H and InH

After a frustrating half hour in the bank trying to get new plastic, (what happens is, you go in and the person there rings a call centre on your behalf, and they get told contradictory bollocks, just as you would be if you rang the call centre yourself; they have to ring back and try to be polite whilst someone on the other end talks more gibberish, and eventually sends for a manager fluent in gibberish, and, oh my God...!)

Anyway, after this, one of the many incidents in life which bruise the soul, I went to catch the Subway back up to the West End and chewed it over.

The best mental approach to dealing with the vicissitudes of the job I did at Leeds in July as a summer school centre manager was to imagine it as a PC game, not unlike Caesar III, say: Your mission is to manage a summer school full of unruly Italian teenagers and their psychotic teachers... And so when a teacher phoned in sick or myalgia was breaking out amongst the kids or the activities leader was showing advanced signs of mental illness, well, it was all just an algorithm. Stand back, click of the mouse here and there and, usually, it works. Like a real-time game, there are no instant fixes, you have to set things going a certain way and watch carefully, is it working?

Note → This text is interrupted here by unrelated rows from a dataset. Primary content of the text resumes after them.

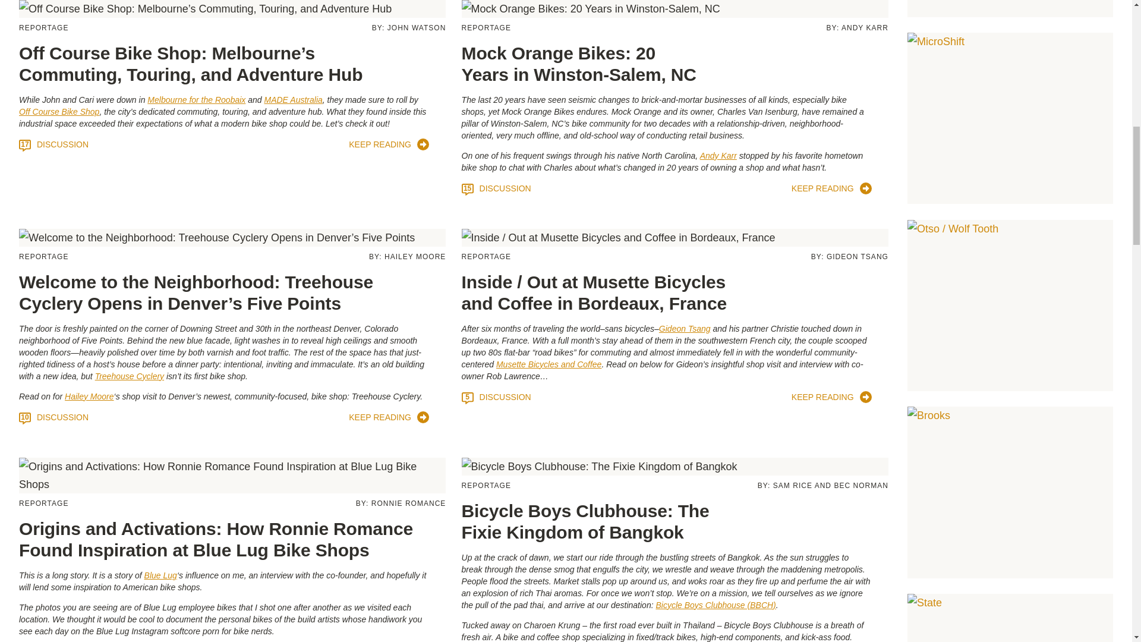 The image size is (1141, 642). Describe the element at coordinates (1010, 492) in the screenshot. I see `Brooks` at that location.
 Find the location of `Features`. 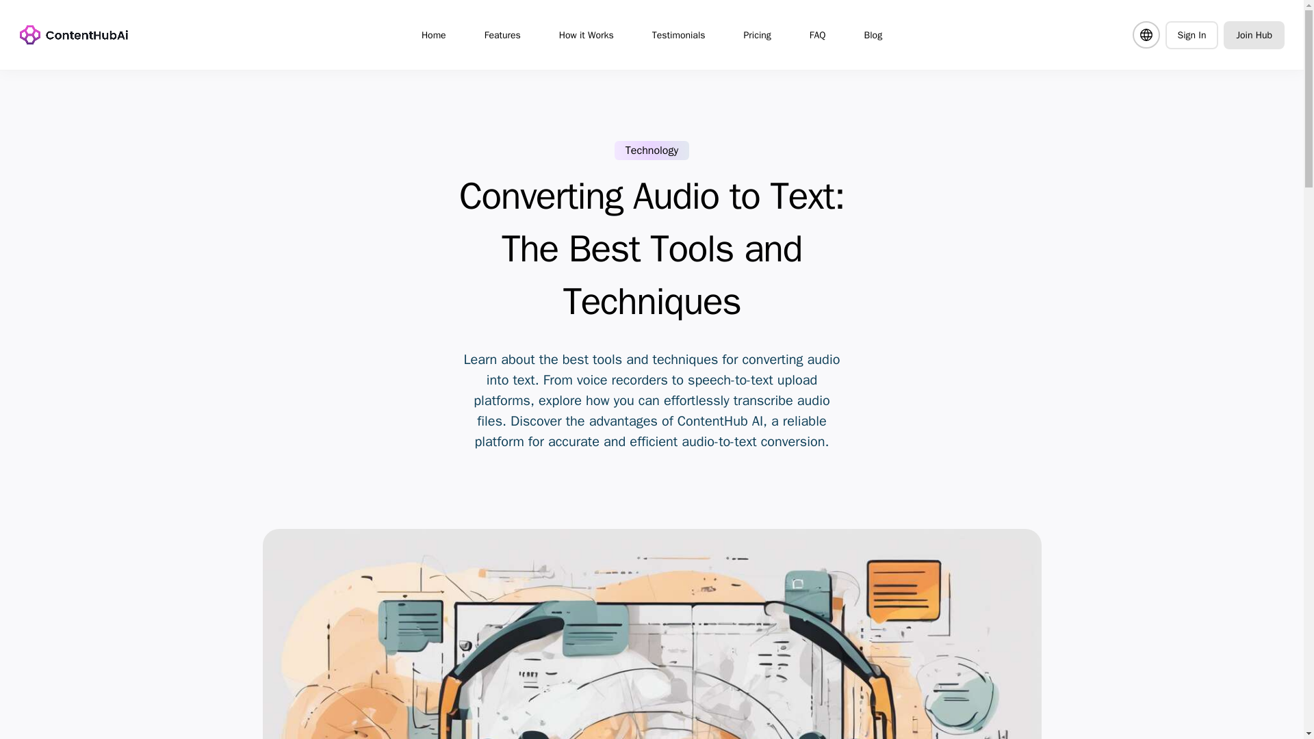

Features is located at coordinates (502, 34).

By extension, this approach can help one deal with all of life's annoyances. Just imagine a big, complex, real-time strategy game called Life III: Your mission: to get through the day without telling anyone to fuck off. And then the half hour in the bank is no longer something that makes you want to punch walls, it's merely a game problem to solve. Chill out, it's not like it's real life or anything.

And this last thought brought me to what feels like a Really Good Idea. Divide all activity into Human and InHuman. The first category is everything you do that doesn't have you looking at your watch hoping it will pass quickly. So, listening to music, reading for pleasure, singing, dancing, chatting, making love... The InHuman is all the rest of it: the bullshit meetings at work, the call centres, most shopping. Everyone can write their own lists of what's H and InH, but I suspect there'd be little disagreement on what activities go into which category.

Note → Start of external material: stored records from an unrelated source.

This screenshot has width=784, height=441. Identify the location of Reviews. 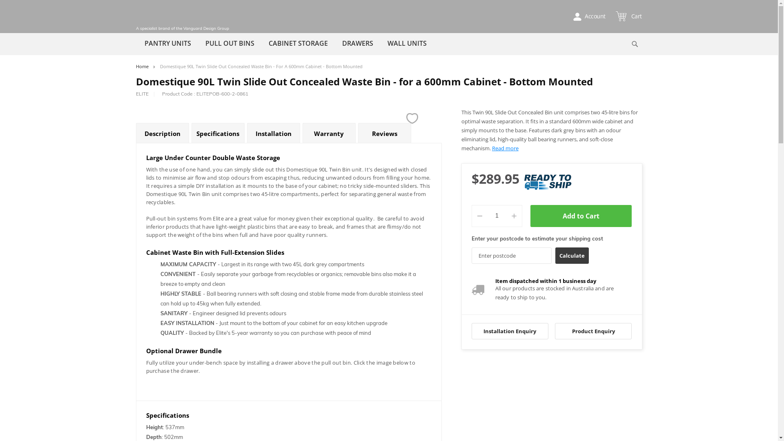
(384, 133).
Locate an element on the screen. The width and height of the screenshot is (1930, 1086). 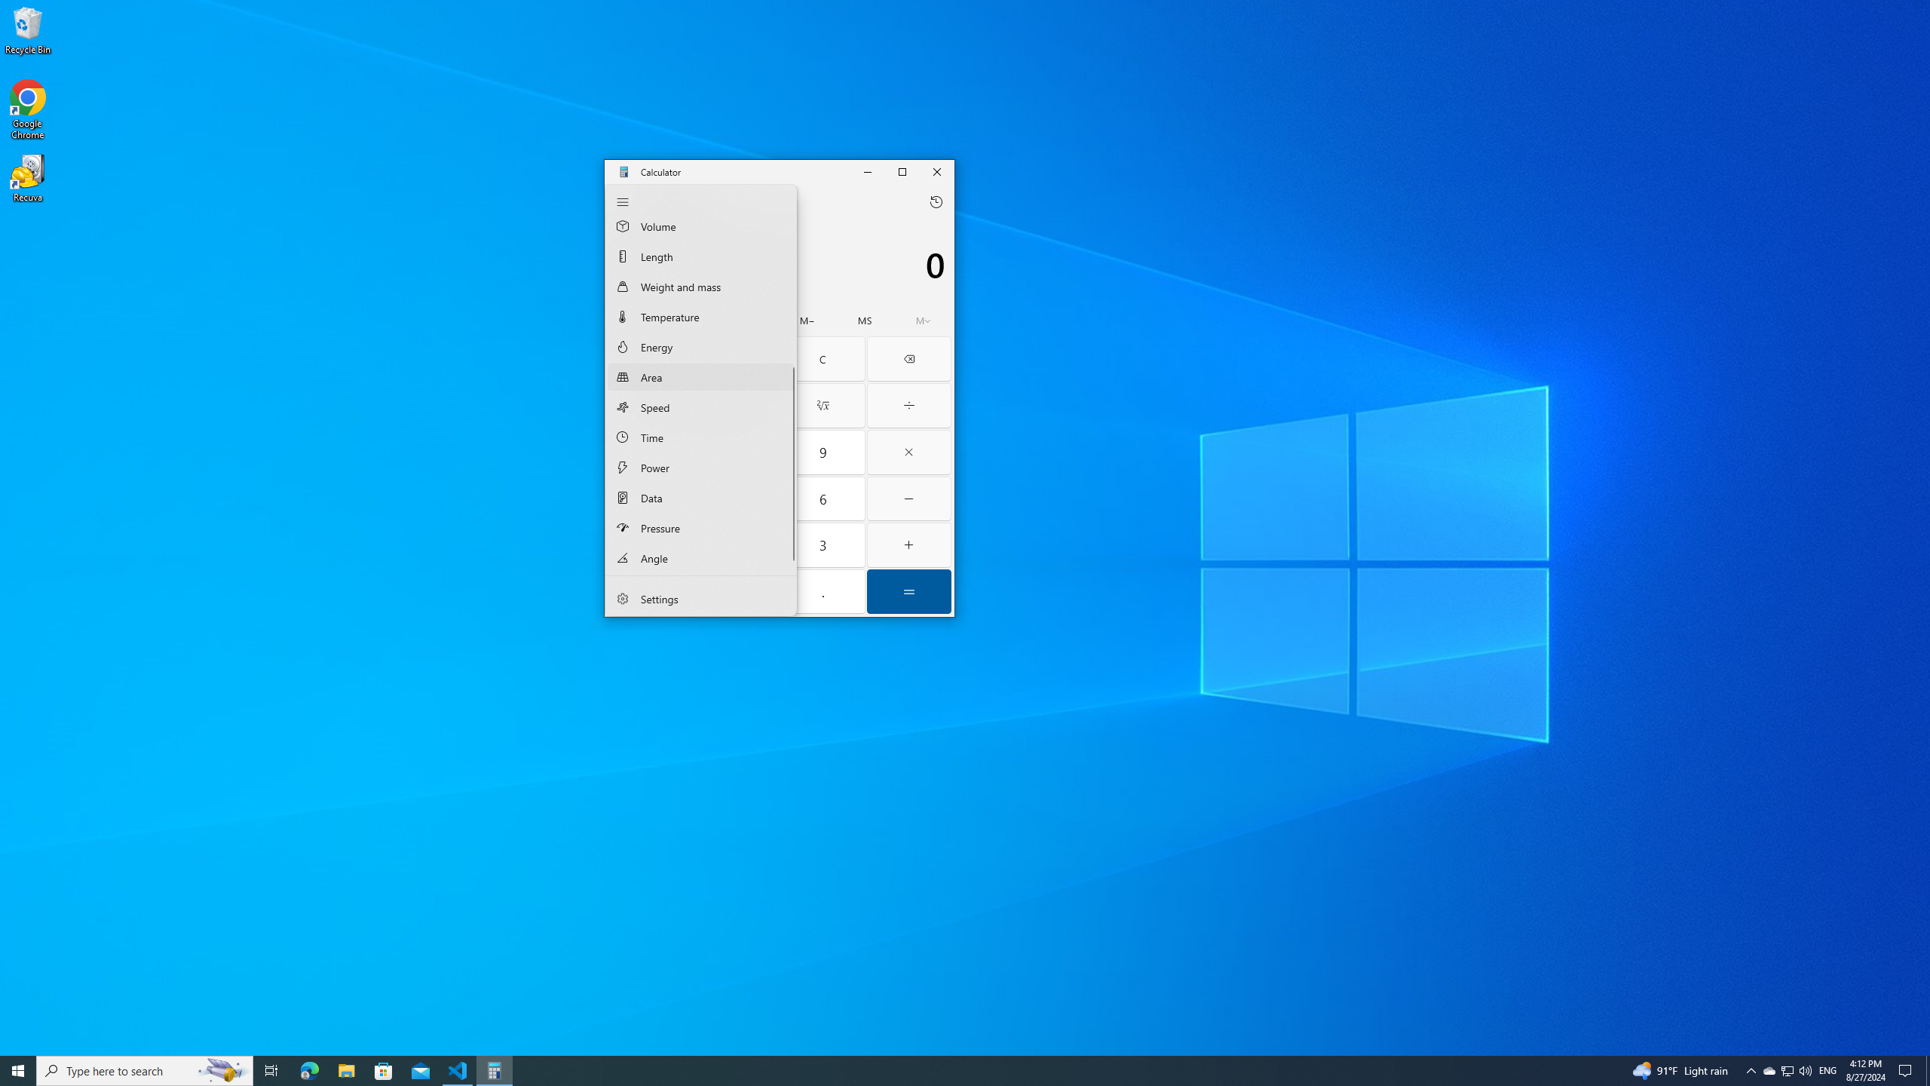
Vertical Small Decrease is located at coordinates (792, 222).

Then, when you're doing InH things, (and inevitably you must), remember, it's not real. H stuff is real. The InH stuff, just get through it, it's a game; to pass the time, subvert it: and that's the big strategy of the game Life III: to reduce the InH time as much as possible, to make InH into H. And to spend as much of your time on earth being a human being as you possibly can.

Or something.

Comments

  1. It's an interesting theory. I suppose at the moment I'm pretty much exclusively in H territory (having to iron shirts on the floor using a towel for a board is arguably InH). Living abroad for short periods is about as H as you can get.